Sunday, December 14, 2014

Facing Entropy

Sometimes Hippie Law requires that when faced with horrible circumstances one must delve deeply into one's own soul and psyche in order to get high as illustrated in a scene from J. P. Dooley's not-yet-published tales of Vietnam, Sergeant on the Wall:


"Dust from our approach was settling on his eyes and flies crawled over his lips and into his wounds.  The wrack of his legs was particularly unsettling.  "I'm glad it's you and not me, bro…" I said softly.

I was stuck there for a long time; Markus decided to change tactics and bring the tracks around before going on.  It had been a hot night, and Mr. Charles had been dead for almost eight hours.  As the heat of the day really came on,he began to change and melt, right before my eyes.  His stomach began to swell and the rest of him to leak and further deflate, breaking down into essential fluids with their separate recognizable smells:  blood, bile, piss, shit, mucous, saliva, lymph, fats, waxes and oils.


I found myself staring at him fixedly, at first with growing horror and distaste, my head spinning; my body saw its fate and cringed.  But then I began to feel something else:  a liberation from the flesh, a clear space, a deep peace.  Then I was barely breathing, looking at the whole scene at once, the light filtering through the trees, so beautiful, and the corpse melting into the sand."






The Psychedelic Rule

The analysis and incorporation of the cosmic truths of psychedelic experiences is de rigueur in Hippie Law. Adherents of Hippie Law accept this as a matter of course as illustrated in this excerpt from the soon-to-be-released novel, Two for the Road, by J. P. Dooley:

'DeSoto Jr., deeply into the cosmic oneness of things, a concept he had come on in a flash of insight when we took Morning Glory seeds in the fall of 1964, was doing research for his dissertation on the inter-relation of human thought and natural process.  “Everything defines, limits, causes and conforms to everything else!” he used to say, and it was still a liberation for him, a relieved collapse into the arms of the universe and wild nature.  Searching for a population to demonstrate what he had in mind, he had run into a fellow grad student doing a monograph on commercial fisherman, and muscled in on his data base by helping him conduct interviews.'




Friday, December 5, 2014

The Deeper Meaning of Getting High

In Two For the Road, by J P Dooley, Lee and Jaymo discuss the true, deeper meaning of what it means to get high:



"Many years down the road, Lee Callahan and I were staying with Franklin DeSoto Jr. and Marlise on the Santa Barbara Riviera, in the apartment downstairs.  The sun had just gone down, lights coming on in the town and around the harbor, but the sky was still bright enough for reading.
“Look at this,” Lee said, tossing me last week’s newspaper.
 
A bold headline:  FREAK TIDES EXPOSE OLD CANNON.  Apparently seen by many from the beach at the mouth of the Goleta Slough, then officially discovered and removed to the University where they were surmised to be from a wreck or perhaps jettisoned to get a ship over the bar and into the estuary behind it.
 
“I saw those cannons, Lee!” I said, and told her about it, the ship rounding the point, the cannons falling into the sea, and how I had found them.
 
“It must be something I remember, something that native man saw.  He must be real too.  And he made a song about it.”
 
She nodded, pausing to light the pipe.  “Who do you think he was?”
 
I had never considered it; he had always just seemed to be me.  “Someone who wandered around and looked at things,” I said, groping. Someone both young and old and always alone.
“Maybe he was a ghost.”
 
And a persistent memory, if not mine then a feature of the collective unconscious of humanity, where everything is also the seed of the next thing; stories repeat themselves, the past spontaneously recalled, re-created or merely re-lived without awareness. 
 
And I thought about the vision of the ship, how I had just imagined it, a kind of fantasy, psycho self-indulgence that conformed to something real, the accurate vision of an actual historical event.
 
And then, watching Lee blow smoke rings, I remember that this is how I have peered into the future as well, the same unreasonable imaginary place, and how I saw her, my beautiful unconventional companion, this citizen of the future—not just as some ideal image but sharp, true and complete down to the details of her lips and easy smile before I ever met her, as clearly as I saw the ship and the cannons."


* What needs to be done
For the records below, report how many lines include the string "caption", leaving out everything except the number.

* Information given
....................
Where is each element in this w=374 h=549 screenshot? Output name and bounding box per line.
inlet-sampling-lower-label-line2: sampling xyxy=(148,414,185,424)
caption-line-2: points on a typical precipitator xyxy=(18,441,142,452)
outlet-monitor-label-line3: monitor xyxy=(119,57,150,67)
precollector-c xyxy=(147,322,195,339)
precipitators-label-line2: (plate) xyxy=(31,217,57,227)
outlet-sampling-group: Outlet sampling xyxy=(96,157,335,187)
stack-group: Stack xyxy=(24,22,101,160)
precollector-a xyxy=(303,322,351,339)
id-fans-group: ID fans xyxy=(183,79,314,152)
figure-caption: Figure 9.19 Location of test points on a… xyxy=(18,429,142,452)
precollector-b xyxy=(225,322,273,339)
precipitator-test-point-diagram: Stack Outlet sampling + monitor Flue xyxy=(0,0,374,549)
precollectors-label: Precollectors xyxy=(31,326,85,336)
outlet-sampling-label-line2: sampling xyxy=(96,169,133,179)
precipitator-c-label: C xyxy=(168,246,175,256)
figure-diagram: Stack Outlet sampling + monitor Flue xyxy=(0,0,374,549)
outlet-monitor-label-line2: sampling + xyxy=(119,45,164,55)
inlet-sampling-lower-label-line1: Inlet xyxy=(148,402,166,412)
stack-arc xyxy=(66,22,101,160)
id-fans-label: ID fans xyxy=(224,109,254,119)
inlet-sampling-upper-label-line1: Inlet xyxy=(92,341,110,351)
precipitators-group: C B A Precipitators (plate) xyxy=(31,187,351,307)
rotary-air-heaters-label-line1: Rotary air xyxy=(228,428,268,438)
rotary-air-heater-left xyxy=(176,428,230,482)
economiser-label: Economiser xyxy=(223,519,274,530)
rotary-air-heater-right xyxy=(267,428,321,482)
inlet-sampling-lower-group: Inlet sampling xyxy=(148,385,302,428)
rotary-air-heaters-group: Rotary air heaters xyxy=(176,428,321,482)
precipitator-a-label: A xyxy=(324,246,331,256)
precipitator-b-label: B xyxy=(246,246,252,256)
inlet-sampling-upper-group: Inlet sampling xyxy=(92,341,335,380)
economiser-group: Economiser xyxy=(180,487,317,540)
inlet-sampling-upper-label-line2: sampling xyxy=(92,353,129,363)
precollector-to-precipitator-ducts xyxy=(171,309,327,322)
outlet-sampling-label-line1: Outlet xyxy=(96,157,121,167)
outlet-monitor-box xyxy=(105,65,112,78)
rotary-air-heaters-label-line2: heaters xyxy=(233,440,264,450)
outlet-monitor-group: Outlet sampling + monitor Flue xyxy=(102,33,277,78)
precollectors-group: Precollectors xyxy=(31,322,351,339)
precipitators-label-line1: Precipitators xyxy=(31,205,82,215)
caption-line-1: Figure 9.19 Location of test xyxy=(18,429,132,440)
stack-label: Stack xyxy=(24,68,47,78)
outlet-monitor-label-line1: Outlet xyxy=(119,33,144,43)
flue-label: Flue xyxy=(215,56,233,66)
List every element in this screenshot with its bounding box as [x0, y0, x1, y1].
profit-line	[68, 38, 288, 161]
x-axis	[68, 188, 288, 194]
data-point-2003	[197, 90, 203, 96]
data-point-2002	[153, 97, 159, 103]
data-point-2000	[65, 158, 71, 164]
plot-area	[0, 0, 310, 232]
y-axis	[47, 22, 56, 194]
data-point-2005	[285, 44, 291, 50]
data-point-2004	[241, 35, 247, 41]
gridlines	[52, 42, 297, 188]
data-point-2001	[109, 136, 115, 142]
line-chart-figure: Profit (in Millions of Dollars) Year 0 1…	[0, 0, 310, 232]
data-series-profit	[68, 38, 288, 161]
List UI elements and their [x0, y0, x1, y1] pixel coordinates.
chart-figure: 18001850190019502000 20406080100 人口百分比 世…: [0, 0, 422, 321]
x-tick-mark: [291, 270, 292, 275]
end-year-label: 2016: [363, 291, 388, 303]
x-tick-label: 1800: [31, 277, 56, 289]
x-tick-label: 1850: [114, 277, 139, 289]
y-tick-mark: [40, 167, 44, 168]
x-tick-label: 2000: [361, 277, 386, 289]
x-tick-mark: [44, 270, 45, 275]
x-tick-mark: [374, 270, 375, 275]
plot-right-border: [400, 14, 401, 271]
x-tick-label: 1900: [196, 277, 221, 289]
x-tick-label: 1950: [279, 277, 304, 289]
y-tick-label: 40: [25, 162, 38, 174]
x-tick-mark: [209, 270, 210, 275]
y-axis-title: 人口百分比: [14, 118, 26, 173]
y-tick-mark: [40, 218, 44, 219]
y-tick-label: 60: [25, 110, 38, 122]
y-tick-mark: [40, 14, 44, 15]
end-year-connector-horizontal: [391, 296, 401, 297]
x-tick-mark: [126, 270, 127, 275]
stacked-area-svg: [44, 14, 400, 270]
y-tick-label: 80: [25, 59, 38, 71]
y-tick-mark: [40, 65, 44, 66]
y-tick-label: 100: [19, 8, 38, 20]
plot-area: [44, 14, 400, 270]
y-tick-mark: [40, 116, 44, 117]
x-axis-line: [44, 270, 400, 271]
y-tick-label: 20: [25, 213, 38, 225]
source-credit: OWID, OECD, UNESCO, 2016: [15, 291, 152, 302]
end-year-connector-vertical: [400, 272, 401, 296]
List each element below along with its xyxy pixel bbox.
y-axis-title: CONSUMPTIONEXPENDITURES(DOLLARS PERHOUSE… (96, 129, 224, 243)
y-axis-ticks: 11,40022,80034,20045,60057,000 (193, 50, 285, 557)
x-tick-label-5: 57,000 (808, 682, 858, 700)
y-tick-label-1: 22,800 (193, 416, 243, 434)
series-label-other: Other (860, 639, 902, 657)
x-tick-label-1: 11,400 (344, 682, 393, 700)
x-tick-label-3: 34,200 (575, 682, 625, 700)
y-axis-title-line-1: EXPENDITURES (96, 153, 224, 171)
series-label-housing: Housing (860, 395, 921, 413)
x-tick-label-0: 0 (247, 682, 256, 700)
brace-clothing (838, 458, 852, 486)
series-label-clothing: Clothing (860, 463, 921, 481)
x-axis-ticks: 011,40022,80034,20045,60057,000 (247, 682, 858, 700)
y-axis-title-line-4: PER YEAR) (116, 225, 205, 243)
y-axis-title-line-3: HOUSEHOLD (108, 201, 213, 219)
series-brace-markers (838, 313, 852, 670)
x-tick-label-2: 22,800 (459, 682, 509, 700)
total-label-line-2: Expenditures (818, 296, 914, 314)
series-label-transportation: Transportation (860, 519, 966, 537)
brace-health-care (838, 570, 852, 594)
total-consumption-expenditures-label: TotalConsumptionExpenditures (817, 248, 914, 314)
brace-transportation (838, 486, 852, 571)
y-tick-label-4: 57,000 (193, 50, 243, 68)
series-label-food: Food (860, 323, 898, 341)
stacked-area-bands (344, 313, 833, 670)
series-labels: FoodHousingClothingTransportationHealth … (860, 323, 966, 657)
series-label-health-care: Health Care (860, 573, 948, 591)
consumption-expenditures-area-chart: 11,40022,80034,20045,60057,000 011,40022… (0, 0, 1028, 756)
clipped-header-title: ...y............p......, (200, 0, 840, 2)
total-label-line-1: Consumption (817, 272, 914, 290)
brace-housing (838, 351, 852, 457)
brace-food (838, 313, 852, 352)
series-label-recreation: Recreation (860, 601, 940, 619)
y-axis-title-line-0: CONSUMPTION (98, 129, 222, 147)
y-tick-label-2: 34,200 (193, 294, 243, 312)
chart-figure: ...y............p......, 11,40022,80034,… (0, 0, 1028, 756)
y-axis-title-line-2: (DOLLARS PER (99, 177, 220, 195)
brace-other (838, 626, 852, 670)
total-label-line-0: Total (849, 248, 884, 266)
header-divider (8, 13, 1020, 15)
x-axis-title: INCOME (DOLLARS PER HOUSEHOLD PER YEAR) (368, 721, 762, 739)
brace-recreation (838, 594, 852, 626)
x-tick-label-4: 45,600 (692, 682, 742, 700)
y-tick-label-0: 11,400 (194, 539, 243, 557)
....................
* Your solution
3